Figure 1.6 – This graph shows similar characteristics as figure 1.4. Both drag and lift
coefficients doesn’t change much as a result of increase in wind speed at constant angle of
attack. This might be due to symmetrical shape of a wing therefore no lift or drag is
generated in a leveled flight.

Figure 1.7 – This graph is a good shows that there is more lift generated than drag as a
result of increase in angle of attack. However at the end of the graph we can see that the
difference is becoming smaller which means that after some point drag coefficient will
become greater than lift coefficient and aircraft will begin to stall.

Error, Conclusion and Improvements.

Some of the errors due to uncalibrated instruments within computer program and
unbalanced balance scale had effect on results. Some parts of the graph shows extreme
values especially when wind within a test cell is stationary. On the other hand wind tunnel
experiment requires Mach number, Reynolds number and flow similarity to be kept
constant as well as assuming incompressible flow which is correct for wind speed not
exceeding 56 mph.

Assumption of this experiment states that there will be significant change in lift and drag
as a result change (not simultaneous) in wind speed or angle of attack however results
show that drag and lift is more susceptible for change in angle of attack rather than increase
in wind speed.

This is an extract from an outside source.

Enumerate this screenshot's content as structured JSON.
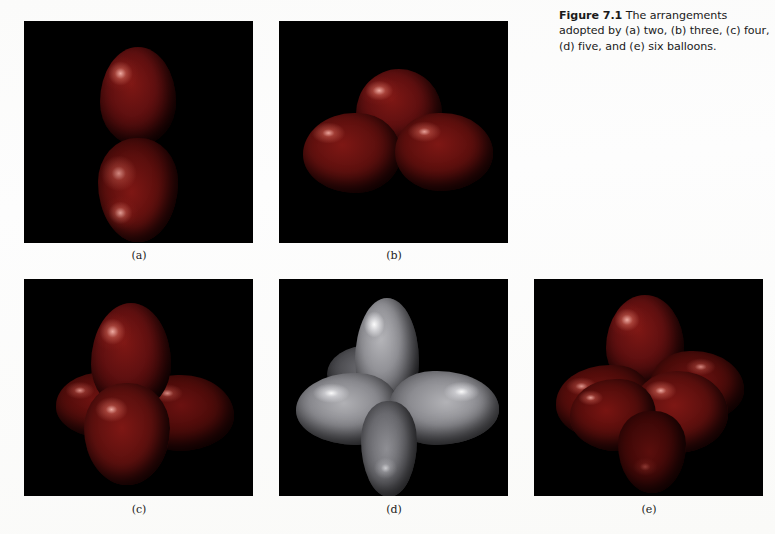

This might be due to the symmetrical shape of the test wing which does not
produce any drag and lift in a leveled flight unless its angle of attack is changed. On the
other hand there was some errors in reading due to uncalibrated instruments that could
give a false results for some graphs. A General conclusion states that the most efficient way
of generating lift is to keep angle of attack at 8° with a constant wind speed.

Some improvements to wing efficiency would involve use of high lift devices that helps to
slow down a creation of transition point over the top surface. High lift devices use flow
reattachment giving more laminar flow accompanied with higher angle of attack.